WASHINGTON (October 1, 2002) -- In a friend-of-the-court brief filed in the U. S. Court of Appeals for the Ninth Circuit, the United States Conference of Catholic Bishops (USCCB) and other Catholic organizations supported an interpretive rule by the U.S. Attorney General that assisted suicide is not a legitimate medical practice under the Controlled Substances Act. They called for reversal of a District Court injunction which kept the Attorney General's ruling from taking effect.
The Amici Curiae brief was filed by the USCCB, the Oregon Catholic Conference, and The Catholic Health Association of the United States. The case is: State of Oregon v. John Ashcroft.
The brief emphasizes the "ethical distinction made in law and medicine between legitimate treatment of pain and assisting suicide." It supports the Attorney General's conclusion that assisted suicide is not a legitimate medical purpose for use of controlled substances, while pain management is. The groups signing the brief noted that this distinction, and the understanding of assisted suicide as being outside the scope of legitimate medical practice, is consistent with longstanding tenets of the medical profession and past interpretation and enforcement of the Controlled Substances Act.
The brief also explains how recognizing the distinction between treating pain and assisting suicide, and prohibiting the latter, has led to significant improvements in the ability of physicians to care for dying patients, while obliterating the distinction, as the District Court's opinion would do, could have a deleterious impact on pain management and palliative care.
"Medicine by its very definition aims to prevent illness, to heal, and to alleviate pain," the brief says. "Taking a human life accomplishes none of these objectives. To say that it does creates an inherent contradiction, like saying that the legitimate practice of law includes helping clients break the law. The analogy is apt because helping to kill is precisely the opposite of what medicine is and does...Allowing intentional lethal acts will not make it easier for patients to obtain the medical care they need, but will only impede their ability to obtain such care. What virtually every state regards as a crime, indeed as a form of homicide, does not become 'medicine' simply because the perpetrator is a doctor, the patient is terminally ill, or one state has decided to rescind its own criminal penalties for the act."
The fundamental distinction between assisting suicide and relieving pain is recognized in several ways by federal law, according to the brief. For example, under the Assisted Suicide Funding Restriction Act of 1997 (ASFRA), federal funds may not be used to pay for items and services the purpose of which is to cause or assist in causing the suicide of any individual:
"By its express terms, nothing in ASFRA applies to or imposes any limitation on 'the use of an item...or service furnished for the purpose of alleviating pain or discomfort, even if such use may increase the risk of death, so long as such item or service is not also furnished for the purpose of causing, or the purpose of assisting in causing, death, for any reason.'"
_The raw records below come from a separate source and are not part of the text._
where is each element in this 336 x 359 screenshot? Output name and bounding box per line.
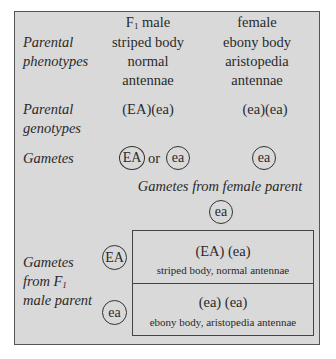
male-gamete-ea-upper: EA: [119, 146, 145, 170]
label-gametes: Gametes: [23, 149, 74, 168]
gamete-or-text: or: [148, 149, 160, 168]
label-parental-phenotypes-1: Parental: [23, 33, 73, 52]
offspring-2-phenotype: ebony body, aristopedia antennae: [133, 316, 313, 328]
male-phenotype-2: normal: [93, 52, 203, 71]
label-f-sub: 1: [62, 280, 67, 290]
male-header-f: F: [126, 14, 134, 30]
offspring-1-phenotype: striped body, normal antennae: [133, 264, 313, 276]
female-header: female: [202, 13, 312, 32]
label-male-gametes-1: Gametes: [23, 253, 74, 272]
male-genotype: (EA)(ea): [93, 100, 203, 119]
offspring-divider: [133, 283, 313, 284]
male-phenotype-3: antennae: [93, 71, 203, 90]
label-from-f: from F: [23, 273, 62, 289]
cross-male-gamete-2: ea: [102, 300, 127, 325]
female-genotype: (ea)(ea): [210, 100, 320, 119]
male-header-rest: male: [138, 14, 170, 30]
offspring-2-genotype: (ea) (ea): [133, 294, 313, 311]
label-male-gametes-3: male parent: [23, 291, 92, 310]
label-parental-genotypes-1: Parental: [23, 100, 73, 119]
offspring-box: (EA) (ea) striped body, normal antennae …: [132, 230, 314, 336]
label-parental-genotypes-2: genotypes: [23, 119, 81, 138]
male-phenotype-1: striped body: [93, 33, 203, 52]
female-phenotype-3: antennae: [202, 71, 312, 90]
cross-male-gamete-1: EA: [102, 245, 127, 270]
label-parental-phenotypes-2: phenotypes: [23, 52, 88, 71]
cross-female-gamete: ea: [209, 200, 233, 224]
label-female-gametes: Gametes from female parent: [120, 177, 320, 196]
offspring-1-genotype: (EA) (ea): [133, 243, 313, 260]
female-phenotype-1: ebony body: [202, 33, 312, 52]
female-gamete: ea: [252, 146, 276, 170]
male-gamete-ea-lower: ea: [166, 146, 190, 170]
female-phenotype-2: aristopedia: [202, 52, 312, 71]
The brief also noted that the American Medical Association has declared its support for ASFRA, saying "The power to assist in intentionally taking the life of a patient is antithetical to the central mission of healing that guides physicians. The AMA continues to stand by its ethical principle that physician-assisted suicide is fundamentally incompatible with the physician's role as healer and that physicians must instead aggressively respond to the needs of patients at the end of life."
"Thus, since 1997, with the support of organizations representing the medical profession, all federal health programs, including those administered by the Department of Health and Human Services, have included pain management in the scope of legitimate medical procedures while explicitly excluding assisted suicide from that scope," the brief declared. "The construction given to the Controlled Substances Act must be consistent with this legislative directive absent some clear language of exception."
The brief says that enforcing the difference between palliative care and assisted suicide has led to improvements in patient care, while blurring the distinction, as proponents of assisted suicide have frequently done, threatens patient care. It cites evidence that "when the distinction between palliative care and assisted suicide is maintained in ethics and law, and the latter is prohibited, patient care improves. Conversely, there is evidence that when the distinction is blurred, as in the Netherlands and Oregon, patients and patient care suffer."
"The Attorney General was correct in finding that assisted suicide is not a legitimate medical practice under the Controlled Substances Act, and in clearly distinguishing this practice from the use of controlled substances to manage pain," the brief asserts. "Accordingly, the decision of the District Court should be reversed and the injunction vacated."